5. NullifierHashGate
The equation is:
\(L_0(\omega_i) \cdot (\mathsf{nul\_hash} - \mathsf{w}_2[n] - (2 \cdot \mathsf{key}[i]) - \mathsf{w}_2[i])\)
This gate ensures that the \(\mathsf{nul\_hash}\) public input is equal to:
\(\mathsf{w}_2[n] + (2 \cdot \mathsf{key}[0]) + \mathsf{w}_2[0])\)
To understand why, let us trace the computation of \(\mathsf{nul\_hash}\):
Given inputs \(\mathsf{id\_nul}\) and \(\mathsf{ext\_nul}\):
- Set \(r\) as 0.
- Set \(h_0 = \mathsf{hash}(\mathsf{id\_nul}, r)\).
- Set \(r = r + \mathsf{id\_nul} + h_0\).
- Set \(h_1 = \mathsf{hash}(\mathsf{ext\_nul}, r)\).
- Return \(r + \mathsf{ext\_nul} + h_1\).
Hence, \(\mathsf{nul\_hash}\) equals:
\(r + \mathsf{ext\_nul} + h_1 =\)
\(\mathsf{id\_nul} + h_0 + \mathsf{ext\_nul} + h_1 =\)
\(\mathsf{id\_nul} + \mathsf{hash}(\mathsf{id\_nul}, 0) + \mathsf{ext\_nul} + \mathsf{hash}(\mathsf{ext\_nul}, \mathsf{id\_nul} + \mathsf{hash}(\mathsf{id\_nul}, 0))\)

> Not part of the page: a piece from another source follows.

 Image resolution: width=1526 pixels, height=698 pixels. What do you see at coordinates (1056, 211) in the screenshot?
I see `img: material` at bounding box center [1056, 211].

Since the value \(r\) from step 3 is used as the key in step 4, the above is equal to:
\(\mathsf{key}[0] + \mathsf{ext\_nul} + \mathsf{hash}(\mathsf{ext\_nul}, \mathsf{key}[0])\)

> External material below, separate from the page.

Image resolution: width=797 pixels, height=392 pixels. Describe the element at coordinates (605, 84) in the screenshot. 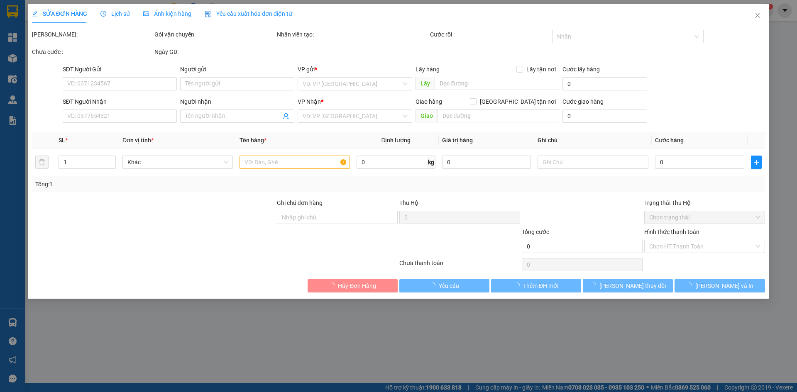

I see `input: Cước lấy hàng` at that location.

Since \(\mathsf{hash}(x, k)\) equals \(n\) round digests of \(x\) plus \(k\), the above equals:
\(\mathsf{key}[0] + \mathsf{w}_2[0] + \mathsf{w}_2[n] + \mathsf{key}[0] =\)
\(\mathsf{w}_2[n] + (2 \cdot \mathsf{key}[0]) + \mathsf{w}_2[0])\)
6. ExternalNullifierGate
The equation is:
\(L_0(\omega_i) \cdot (\mathsf{w}_2[i] - \mathsf{ext\_nul})\)
This gate ensures that the \(\mathsf{ext\_nul}\) public input is equal to \(\mathsf{w}_2[0]\).